Interesting things other people did in 2017
I like to compile a list of things I stumbled upon during the year and that I found interesting. It’s an idea I adopted from Jeff Leek’s blog simply statistics. If you are curious, here is the list from 2016.
Here is the list for 2017:
- Genius.com created a cool infographic about how Dragon Ball influenced a generation of hip hop artists.
- Nadieh Bremer created this amazing visualization of all fights in Dragon Ball Z for her one year long project datasketches. The amount of awesome things that both Nadieh and Shirley managed to do this year is just insane. Every time I had a look at their projects I was left wondering: “can I really use D3 to make this?”
- James Talmage and Damon Maneice created thetruesize, a web app that lets you select a country and drag and drop it wherever you want on Earth. I really like this app because it makes you realize how distorted the Mercator projection is when comparing the sizes of something really close to the poles (e.g. Greenland) to something on the Equator (e.g. Colombia).
- Russell Goldenberg open sourced Scrollama, a lightweight JavaScript library for scrollytelling. Elliot Bentley at the Wall Street Journal released a similar library called TwoStep. I have never used any of these scrolling libraries, but I definitely will in one of my next projects.
- plotly realeased Dash, a Python library to build reactive and interactive dashboards. I like Dash a lot, and I’ve already written about it here and here. I plan to contribute to this project in 2018.
- Ventursky, a Czech meteorological company, created this astonishing real-time weather map. Man, wind maps are sooo cool, I would watch them for hours…
- unitethesefuckers is a news aggregator that helps you in getting a balanced perspective of what liberals and conservatives are reading.
- Vicki Boykis wrote this article on how Facebook is collecting your data. I was already considering quitting Facebook for some time. This piece gave me the final push.
- Sasha Trubetskoy made this cool subway-style map of Roman roads.
- Matt Stiles created the visualization how common is your birthday. I didn’t know that September was the busiest month for births. Apparently the 16th of April (my birthday) is not so common.
- Matt also published Visualizing more than a decade of North Korean defections. I was really surprised to discover that North Korean women are three times more likely to defect than men.
- Ben Eater wrote a comprehensive guide on how to build an 8-bit computer from scratch.
- Stefan Zapf and Christopher Kraushaar created a solar correlation map. I really like this new way of representing correlation, and I started making my own version with D3 and Vue.js (they used matplotlib). I will post it here on the blog when it’s ready.
- Eric Roston and Blacki Migliozzi wrote the series of articles How a Melting Arctic Changes Everything
- Going from North Pole to South Pole, the New York Times published a series of articles about Antarctica. It’s a visual masterpiece.
- Ideo created this nice Font map.
- Russell Goldenberg and Dan Kopf created a cool dataviz about the unlikely odds of making it big.
- The Pudding kept publishing a lot of really good stuff. I particularly liked this piece by Colin Morris: are Pop Lyrics Getting More Repetitive?
- One of the coolest things of 2017 were these critical thinking cards that help you avoiding logical fallacies.
- Lazaro Gamio created a funny visualization based on a modified version of Chernoff Faces, a technique that maps multiple statistical values to the features of a face. He called his project Emoji state of America.
- I should follow Andy Kirk from Visualizing Data more consistently. In 2017 he published quite a few interesting articles about data visualizations. Here is a good one.
- Uber released a visualization platform for the web. I already knew about deck.gl, but it seems that they are releasing a complete framework to allow visual explorations of massive datasets. Xiaoji Chen talks about it here.
- Adam Pearce at the New York Times wrote a nice article and dataviz when LeBron James overtook Michael Jordan as the top scorer in the entire NBA playoff history. The level of smoothness of the transitions and animations in the chart is just incredible.
- yegor256’s blog has been a great discovery in 2017. His blog posts and his book Elegant Objects literally changed the way I think about object oriented code.
- The Center for Spatial Research at Columbia University, and the Masters in Peace Building at the Universidad de Los Andes collaborated in creating Conflict Urbanism: Colombia. The project maps and visualizes crimes committed over a period of 30 years, with the hope of understanding the patterns and ramifications of the Colombian conflict.
- Marco Hernandez and Darren Long created a dataviz on the power of your passport. South China Morning Post kept publishing really nice visualizations all year around. Here is another one.
- This guy made a camera that prints a GIF instantly. I know, it’s not related to data visualizations, programming topics or python/js libraries, but it was just too cool not to share it.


**BRIEF:** The answer is the data below, repeated exactly, with no pictures included.

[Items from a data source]
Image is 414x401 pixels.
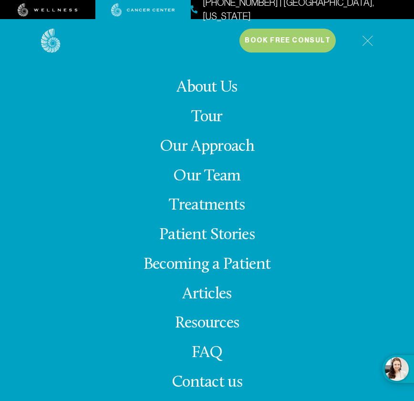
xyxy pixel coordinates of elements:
a: About Us [177,79,238,96]
a: Resources [175,315,240,332]
a: Our Approach [160,138,254,155]
img: icon-hamburger [362,35,373,46]
img: cancer center [111,3,175,17]
a: Patient Stories [159,227,255,243]
a: Becoming a Patient [144,256,271,273]
span: Contact us [172,374,242,391]
a: FAQ [192,344,223,361]
a: Our Team [173,168,241,185]
img: wellness [18,3,78,17]
a: Treatments [169,197,245,214]
a: Tour [191,109,222,125]
img: logo [41,29,61,53]
button: Book Free Consult [240,29,336,52]
a: Articles [182,286,232,302]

**ANSWER SECTION:**
Image is 414x401 pixels.
xyxy pixel coordinates of elements:
a: About Us [177,79,238,96]
a: Resources [175,315,240,332]
a: Our Approach [160,138,254,155]
img: icon-hamburger [362,35,373,46]
img: cancer center [111,3,175,17]
a: Patient Stories [159,227,255,243]
a: Becoming a Patient [144,256,271,273]
span: Contact us [172,374,242,391]
a: FAQ [192,344,223,361]
a: Our Team [173,168,241,185]
img: wellness [18,3,78,17]
a: Treatments [169,197,245,214]
a: Tour [191,109,222,125]
img: logo [41,29,61,53]
button: Book Free Consult [240,29,336,52]
a: Articles [182,286,232,302]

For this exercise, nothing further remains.